I thought I heard Jenni say a cuss word while we were recording. I didn’t notice it again in editing, so I didn’t set the Explicit flag on the episode. But if you happen to hear it, please tell me the timestamp, so I can go in and buzz it out. For your whistleblowing you will get a special prize, which is, I will click the little heart icon under your post
As a consolation prize, I have clicked your little heart. I know it’s not the same as having it clicked by Ryan, but I can’t aspire to be him. Well, I can. But it’s futile.
Thank you so much for checking! But this reminds me—I’m very concerned that there might be a cuss word somewhere in my upcoming IFComp entry, THE LITTLE MATCH GIRL 4: CROWN OF PEARLS.
I’ll assume that we can use this thread to discuss the episode?
There was a missed opportunity in the intro, where you discussed titles, to make the pun “Clash of the Titles”. This might have been done on purpose, because of the pun’s dubious quality.
@nilsf: Is there any information about, or even source code for, your authoring system? I didn’t find any! Was it called “RIF”?
I’m not done listening to the episode yet, so there are no more comments from me right now.

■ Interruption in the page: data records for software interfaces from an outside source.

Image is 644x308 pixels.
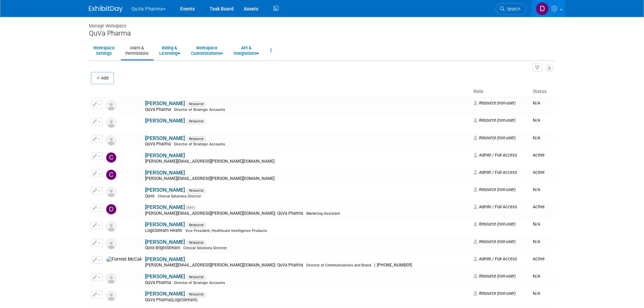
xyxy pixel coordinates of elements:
[145,100,185,106] a: [PERSON_NAME]
[183,246,227,250] span: Clinical Solutions Director
[186,205,195,210] span: (Me)
[106,187,116,197] img: Resource
[185,228,267,233] span: Vice President, Healthcare Intelligence Products
[474,273,515,279] span: Resource (non-user)
[91,72,114,84] button: Add
[306,211,340,216] span: Marketing Assistant
[106,256,141,262] img: Forrest McCaleb
[89,42,119,59] a: WorkspaceSettings
[375,263,414,268] span: [PHONE_NUMBER]
[186,42,227,59] a: WorkspaceCustomizations
[174,281,225,285] span: Director of Strategic Accounts
[533,153,545,157] span: Active
[275,211,305,216] span: QuVa Pharma
[145,222,185,228] a: [PERSON_NAME]
[474,222,515,226] span: Resource (non-user)
[145,297,200,302] span: QuVa Pharma(LogicStream)
[145,141,173,147] span: QuVa Pharma
[145,117,185,123] a: [PERSON_NAME]
[533,273,540,279] span: N/A
[306,263,371,268] span: Director of Communications and Brand
[106,153,116,163] img: Candice McCarty
[106,100,116,111] img: Resource
[145,228,184,233] span: LogicStream Health
[145,194,157,198] span: Quva
[106,239,116,249] img: Resource
[474,291,515,296] span: Resource (non-user)
[155,42,184,59] a: Billing &Licensing
[145,108,173,112] span: QuVa Pharma
[474,100,515,106] span: Resource (non-user)
[145,280,173,285] span: QuVa Pharma
[533,170,545,175] span: Active
[187,240,206,245] span: Resource
[533,239,540,244] span: N/A
[89,17,555,29] div: Manage Workspace
[106,273,116,283] img: Resource
[106,135,116,145] img: Resource
[145,176,470,182] div: [PERSON_NAME][EMAIL_ADDRESS][PERSON_NAME][DOMAIN_NAME]
[145,239,185,245] a: [PERSON_NAME]
[533,100,540,106] span: N/A
[474,256,517,262] span: Admin / Full Access
[275,263,305,268] span: QuVa Pharma
[495,3,527,15] a: Search
[89,29,555,38] div: QuVa Pharma
[474,117,515,123] span: Resource (non-user)
[106,117,116,128] img: Resource
[145,273,185,279] a: [PERSON_NAME]
[187,137,206,141] span: Resource
[474,187,515,192] span: Resource (non-user)
[533,222,540,226] span: N/A
[187,292,206,297] span: Resource
[474,153,517,157] span: Admin / Full Access
[187,275,206,279] span: Resource
[474,204,517,209] span: Admin / Full Access
[121,42,153,59] a: Users &Permissions
[145,291,185,297] a: [PERSON_NAME]
[145,246,182,250] span: Quva BrightStream
[145,135,185,141] a: [PERSON_NAME]
[275,263,275,268] span: |
[187,223,206,228] span: Resource
[157,194,201,198] span: Clinical Solutions Director
[106,291,116,301] img: Resource
[187,102,206,106] span: Resource
[530,86,553,98] th: Status
[533,204,545,209] span: Active
[106,222,116,232] img: Resource
[533,187,540,192] span: N/A
[145,170,185,176] a: [PERSON_NAME]
[474,135,515,140] span: Resource (non-user)
[106,170,116,180] img: Chris Detore
[145,256,185,262] a: [PERSON_NAME]
[174,108,225,112] span: Director of Strategic Accounts
[187,189,206,193] span: Resource
[145,204,185,210] a: [PERSON_NAME]
[505,7,520,11] span: Search
[536,3,548,15] img: Danielle Mitchell
[145,159,470,165] div: [PERSON_NAME][EMAIL_ADDRESS][PERSON_NAME][DOMAIN_NAME]
[533,291,540,296] span: N/A
[533,117,540,123] span: N/A
[275,211,275,216] span: |
[471,86,529,98] th: Role
[474,170,517,175] span: Admin / Full Access
[145,187,185,193] a: [PERSON_NAME]
[89,6,123,13] img: ExhibitDay
[474,239,515,244] span: Resource (non-user)
[174,142,225,147] span: Director of Strategic Accounts
[145,211,470,216] div: [PERSON_NAME][EMAIL_ADDRESS][PERSON_NAME][DOMAIN_NAME]
[229,42,263,59] a: API &Integrations
[106,204,116,214] img: Danielle Mitchell
[187,119,206,123] span: Resource
[374,263,375,268] span: |
[533,256,545,262] span: Active
[145,263,470,268] div: [PERSON_NAME][EMAIL_ADDRESS][PERSON_NAME][DOMAIN_NAME]
[533,135,540,140] span: N/A
[145,153,185,159] a: [PERSON_NAME]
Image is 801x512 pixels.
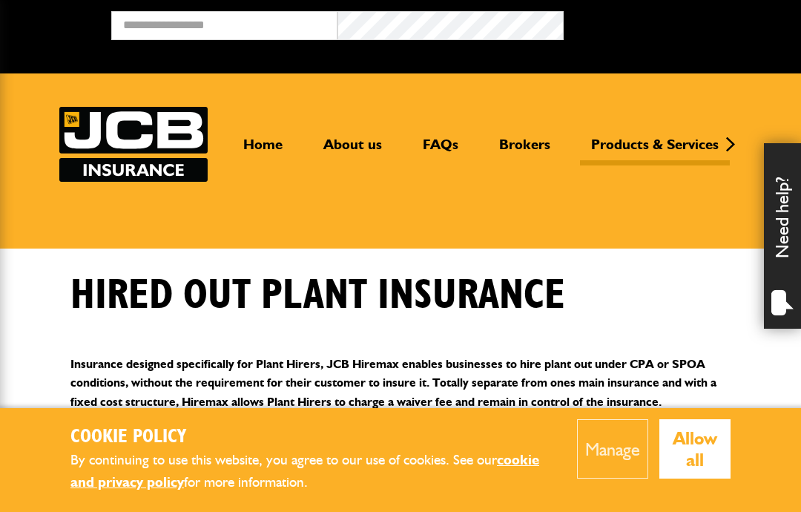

I enjoyed the Stop ‘n’ Swop reference.
I didn’t hear any cussing.
I’m not too well versed in IF and didn’t know about Verdeterrelikes, so I wonder if there are any other archetypical games I should play. There probably is an IF canon I should explore.
Yeah, I gathered that the former was the inspiration for the term (there’s also a Clash of the Type-Ins episode about it), but apparently there’s a whole genre to explore! Well, at least three games.
But it made me realize that there might be other genres, or various -likes, that I don’t know about.
So I did listen to the episode after all. Yikes. I was expecting to dislike listening to my voice simply because of the pitch. The weird accent I apparently have came as an unwelcome shock. I hope next time you have somebody more euphonious on.
I think Into The Sun - Details (which was missing the optimisation puzzle tag) also qualifies as a verdeterrelike.
I call it RIFF (RIFF Interactive Fiction Framework), it’s a jumble of javascript I’ve been using in pretty much all my games. I use it for my own enjoyment though. I might clean it up and release it someday but I feel no urgency to inflict yet another half-baked authoring system upon the community. I doubt it does anything Inform + Vorple can’t do better.
You have a perfectly nice voice and accent! It is a routine shock for people to hear their own recorded voice played back to them if they aren’t used to it - there are studies that the acoustics of how you hear your voice inside your own skull is naturally quite different than how it actually sounds externally.
Jenni and Ryan both have extensive experience recording podcasts and Let’s Plays so it takes a bit of time to develop the “radio voice” and improv skills to fill conversation gaps and sound comfortable speaking off the cuff. You have nothing to be self-conscious about! Plus it sounds like they didn’t pre-brief you about how the episode works!
I’ve done theater and voice over work, but when I was asked to read and play Fair for an IF meetup in a group call I was initially panicky and definitely rehearsed reading the game beforehand so there would be no surprises (I hadn’t looked at it in years) and even recorded and listened to myself a bit so I could re-learn “relax and speak from your diaphragm instead of through your nose while public speaking” back into muscle memory.
There are a couple of dumb little things I’d like to point out to listeners after you’re done listening, but this is not a marketing effort from my side, it’s just something barely interesting but kind of spoilery:
When I said I was “hmm-hmm-hmm years old” at the beginning, that was not an intentional call-forward to Lily Cassidy’s journal; that was just me lazily reusing a joke I didn’t know I had used in the game. When I kept saying “we don’t have all the time in the world,” that was not an intentional call-forward to the villain speech at the end—it’s just a weird, eerie coincidence.